Mindy, a COVID ICU nurse in Council Bluffs who asked her last name not be included, tested positive for COVID-19 on Nov. 14. She’s worked to exhaustion and broke down crying while praying with patients who are dying alone. She feels like they’re not getting the help they need from the public, the government or even her own hospital.
“I feel like we’ve been — sorry — we’ve been shit on,” she said.
Lisa Ulrich Walters, president of the Nebraska Center for Nursing, said the pandemic is having a huge impact on an already-stretched-thin nursing population. The organization, established in 2000 to address the state’s nursing shortage, projects that the state has about 4,192 fewer nurses than it needs — that number is probably higher because many nurses work less than full time.
Walters said they don’t keep track of how many nurses have left the field in recent months, but she and others interviewed for this story said hospital units have felt the impact of nurses quitting or transferring.
And while Ricketts has reiterated his support to frontline health care workers and added funds to help bolster infrastructure and hire more traveling nurses, the emotional effects can not be easily remedied.
“They’re just doing what has to be done in the time of an emergency,” Walters said. “But at some point in an emergency with that high adrenaline, usually it’s short-lived, you have to stop to process it, deal with that situation, and this isn’t OK. And so the risk is that people end up with post-traumatic stress disorder.”
The emotional toll health care workers have taken over the past nine months sting even more because of the efforts taken to make sure something like this wouldn’t happen.
Cawcutt said planning for the pandemic began in January. At that time, officials at UNMC and Nebraska Medicine knew they’d probably need more beds than the 10 in the hospital’s biocontainment unit.
They didn’t imagine having 10 COVID units across the medical school’s campus. That includes an entire tower dedicated to COVID, three separate COVID ICUs and one unit for people to die in peace. But staff has managed to adjust, bringing in beds, adding additional teams to handle the patients.
Doctors like Davidson have also become more adept at treating the illness. Drugs are more available. Steroids give people’s bodies a better chance at fighting the complications of COVID-19. But maybe the most telling experience health care workers have picked up is being able to tell when someone cannot be saved.
“You get them and they’re on a ton of oxygen, but they’re able to speak with you,” Davidson said. “You see them every day. You watch their oxygen levels progress, and you see, and they know … They know that they’re at risk to die, and they’re scared to death. You’re scared with them.”

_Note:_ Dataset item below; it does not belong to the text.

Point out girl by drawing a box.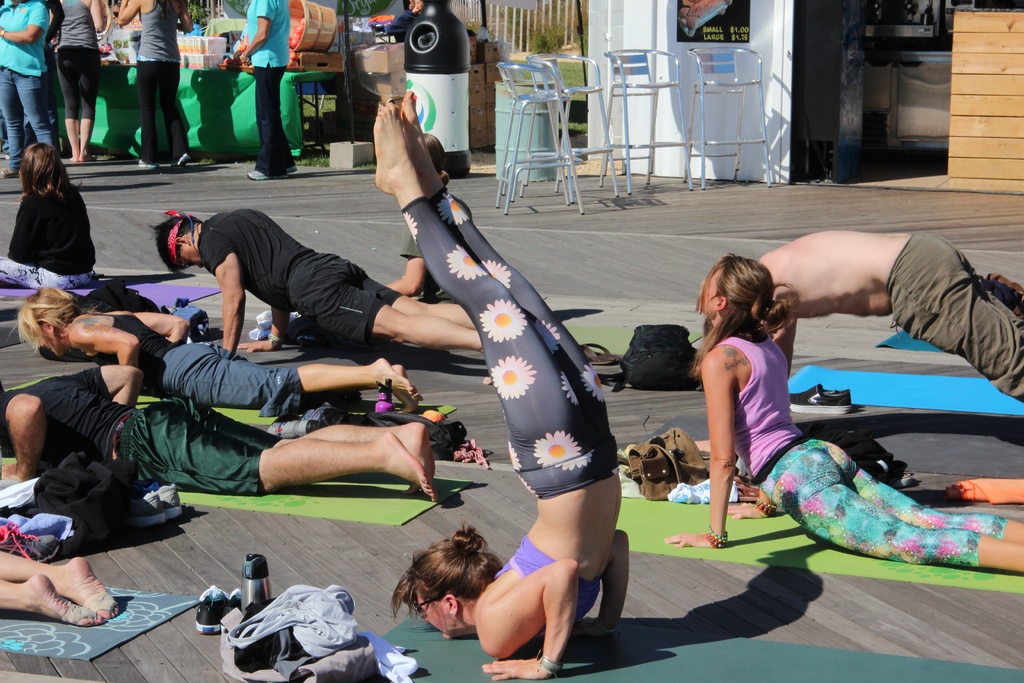
661/258/1023/562.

In Nebraska, about nearly one in four people hospitalized with COVID die. Some are discharged without ever needing a ventilator. Some leave with holes in their throats where a tracheostomy tube allows them to breathe. Some tell doctors not to resuscitate them if they go into cardiac arrest.

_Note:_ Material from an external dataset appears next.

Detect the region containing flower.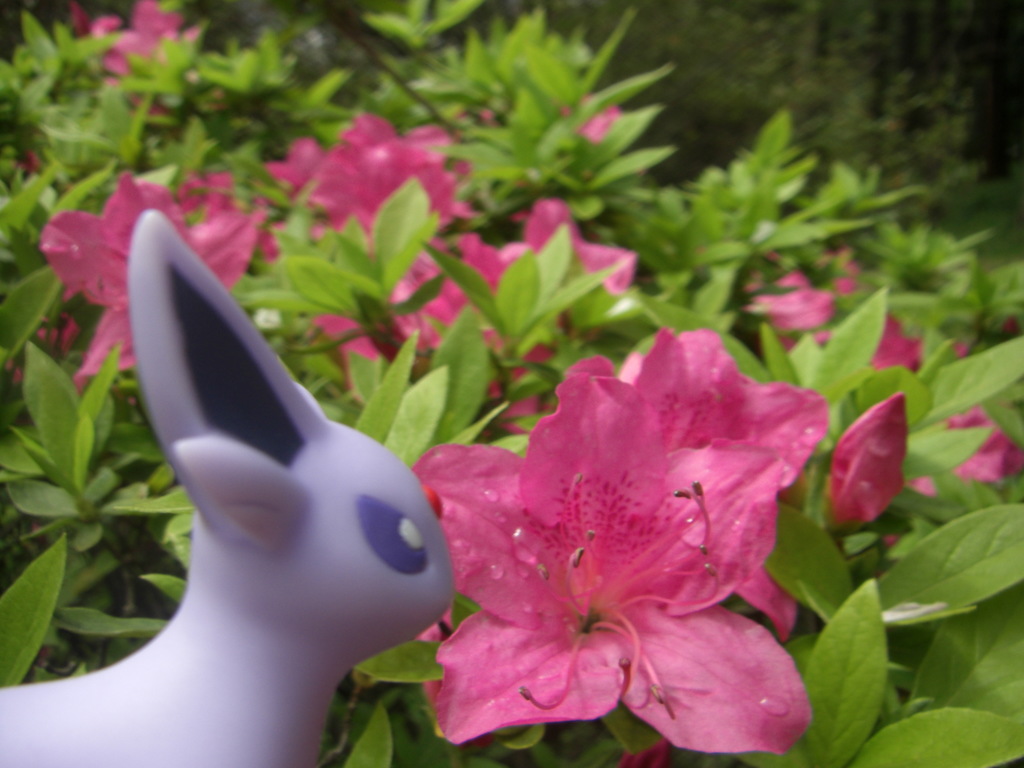
box(732, 262, 831, 339).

Others don’t understand what doctors are trying to tell them. Davidson has spent hours shouting through a face mask and face shield, over the whine of machines, to patients, trying to explain that a person will die if they don’t let the hospital push a tube down their throat.
Sometimes these conversations take place through a translator. The patient looks at him, speaking a language they don’t understand, dressed like a visitor to an alien world, telling them they will die. They don’t believe him. And then, many of them die.
“If you see one of our COVID patients suffer and pass away,” Davidson, “I just have to believe that you would not be a person, politician or whoever that would continue to believe that general public health, COVID mitigation efforts are wrong.”
Some wonder if it’s possible for the message to ever get across. For months the language has stayed the same — wear a mask, wash your hands, socially distance, stay home if you can — and still people fight it. Some don’t even accept the science after it’s too late.
When a friend of Warchol’s had to tell the family of one man that he had died of COVID-19, they responded:
“There’s no way he could’ve died from COVID, because COVID isn’t real.”